Is something missing in the back and forth? Would the fact that a certain party was buying votes by 'giving' people houses? Who you going to vote for? "The Democrats." Why? "They 'gave' me a house." Oh, well. The other party was a party to it also, but never as much as the Demos.

Credit Unions

If you want someone to prosecute, it isn't the banks or investment houses for these bad securities. It is the mortgage brokers who made these sub-prime loans in the first place and FANNIE MAE and FREDDIE MAC who pressured the mortgage companies to offer them. This was a problem in the making which goes much further than the JP Morgan and Goldman Sachs debacle. If people at the mortgage houses would only speak up and talk about the real reasons these sub-prime loans were offered, why the homeowners signed on the dotted lines, and why we are now looking at all these foreclosures, we would see this as a Leftist reconstruction of our economy that went terribly wrong. Now that economy is tanking, everyone is pointing fingers at everyone else

The worst of this is that the federal and state prosecutors

still refuse to prosecute the ratings houses for the out and out FRAUD that they foisted upon the entire planet. They also refuse to prosecute the banks and people involved with Robo-signing. The financial meltdown of recent years has been totally caused by people in the financial industry breaking various fraud laws and yet no one is being prosecuted. Just remember laws have no value when they are NOT ENFORCED. And worst of all nothing has been done to prevent another financial meltdown because the same fraud is still available to these financial institutions as a way to make a profit.

It's estimated that 60% of the Real Estate paper work submitted to clerks of Court in the US is fraudulent going back to the early 90's.

EXACTLY

Exactly.

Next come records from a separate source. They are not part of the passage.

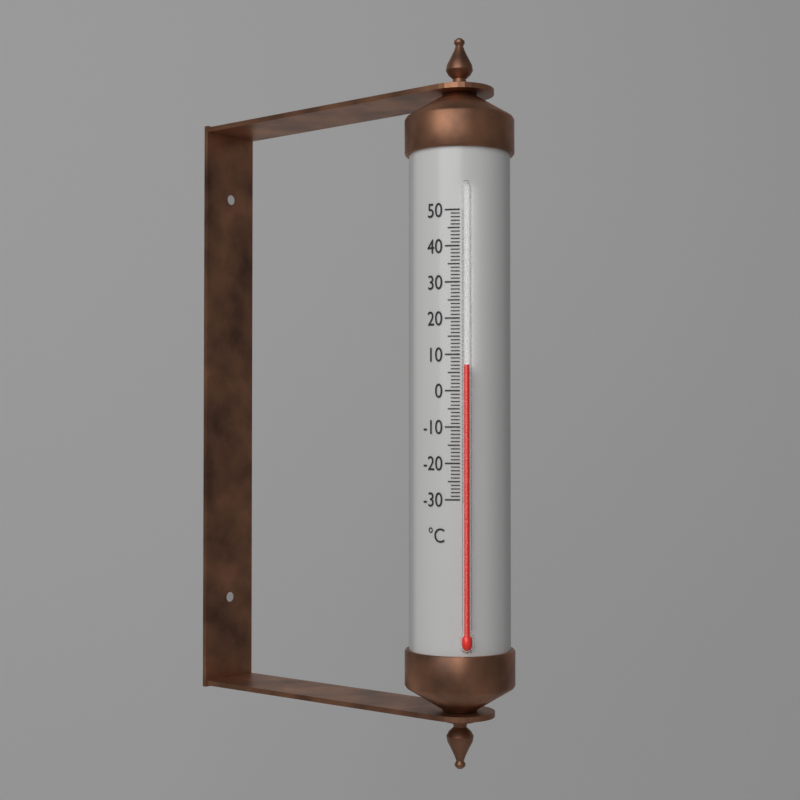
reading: 7 °C
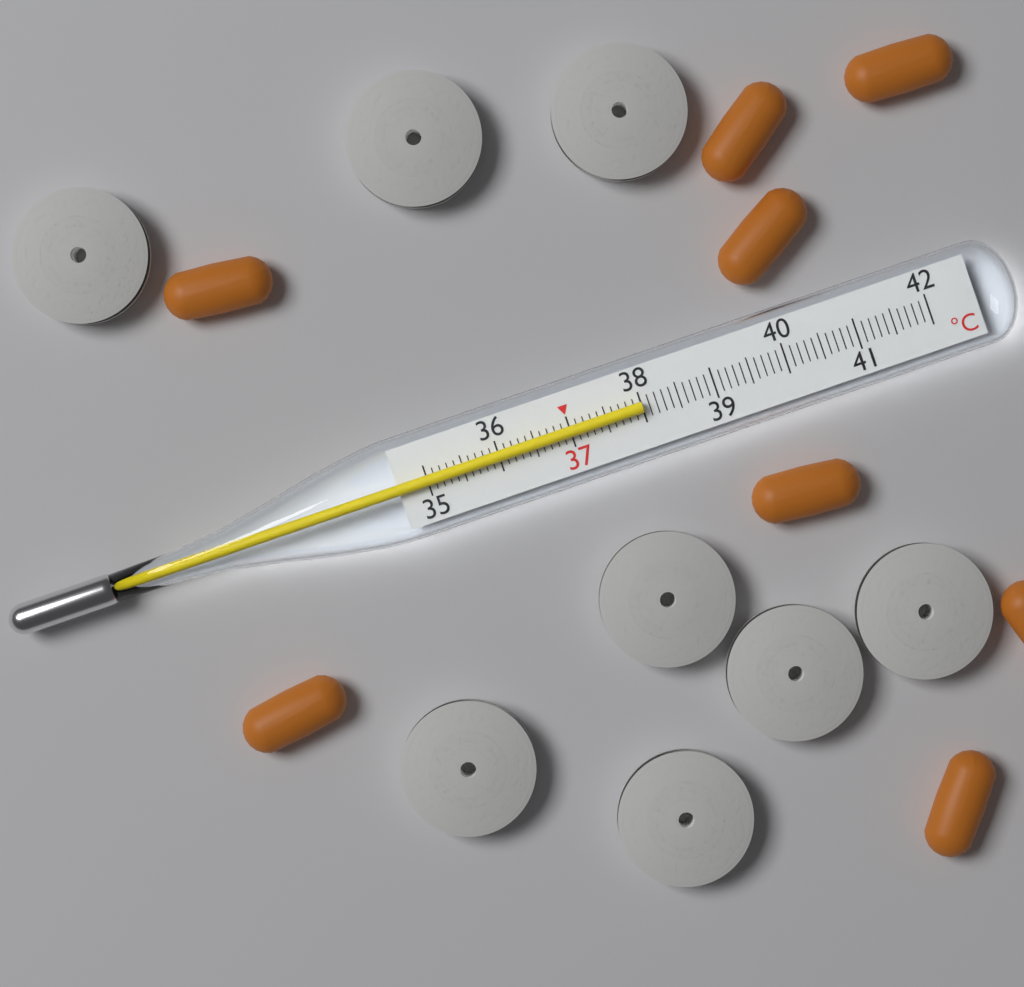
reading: 38.0 °C
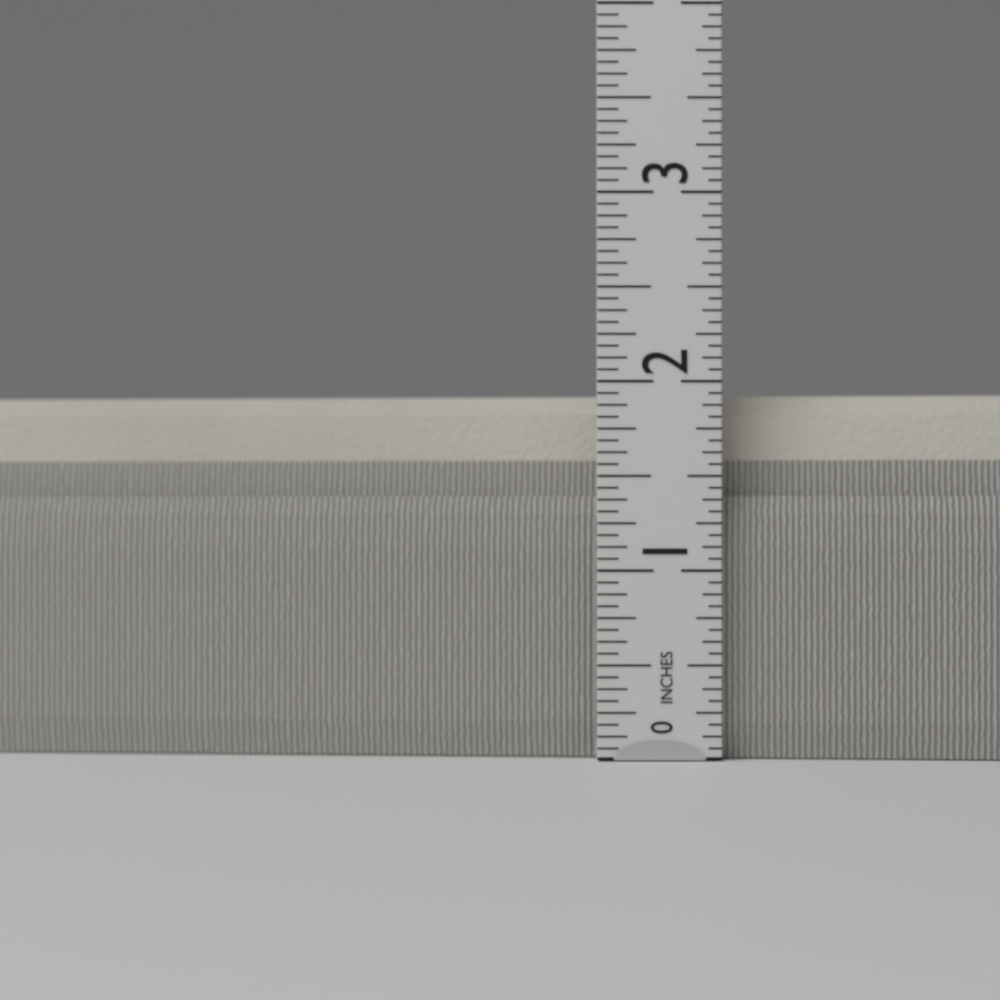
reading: 1.9375 in
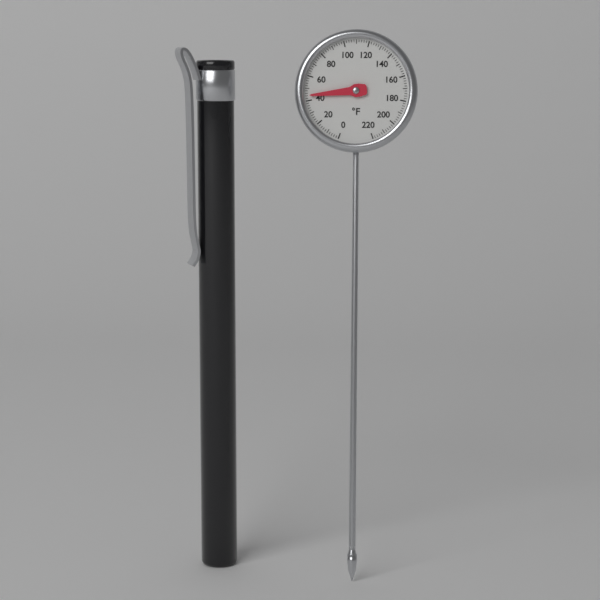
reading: 44 °F
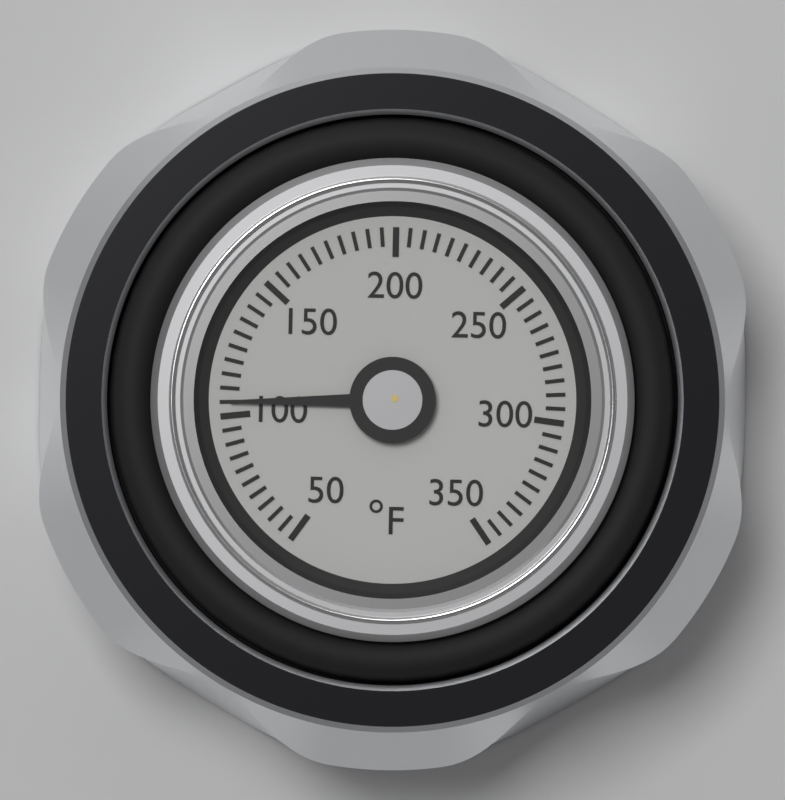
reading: 105 °F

Where is the parade of perpetrators that should have been convicted in the wake of the banking debacle? Sadly, it never happened, and it is also true that there is next to nothing to prevent a similar meltdown in the future. It seems to go in cycles: remember the S&L meltdown of the 80s? Is it any wonder people are cynical and become disengaged from the (dysfunctional) body politic? You can steal more money with a briefcase than you can with a gun, (and do less time).

Credit unions are still better than banks

Can you say "Smart Card"? Banks are boosting the fees for the "privelige" of using a debit card, recent swipe fee caps notwithstanding. Covering fraud losses was one reason the banking industry's gave congress for keeping the fees caps high, but these same banks refuse to deploy smart-chip cards which would reduce fraud (and concomitant losses) to nearly zero. Their circular logic dictates that they need the higher fees to cover fraud losses but that implementation of the "new" technology (that most of the rest of the world already uses, by the way) is "cost prohibitive". HUH? This is one area where credit unions could take the lead.

This fee is not for fraud losses

This fee is not for fraud losses but to balance the NCUA's insurance fund for credit unions it shuts down or takes over. I agree smart cards are eventually the way to go but it only stops fraud where the card is presented. Online transactions can still be tricked. It has not happened yet in the US because every retailer would need to upgrade and well as EVERY cardholder and the US has by far the biggest share.

Government Crooks

The federal government hands out cash to bail out big banks instead of letting proper market forces work, destroys interest rates so loans don't pay anything substantial back to the creditors, passes new laws that reduce and limit revenue for banks offering debit/check card services and now they're demanding what amounts to ransom money from credit unions. There is something seriously wrong with this picture!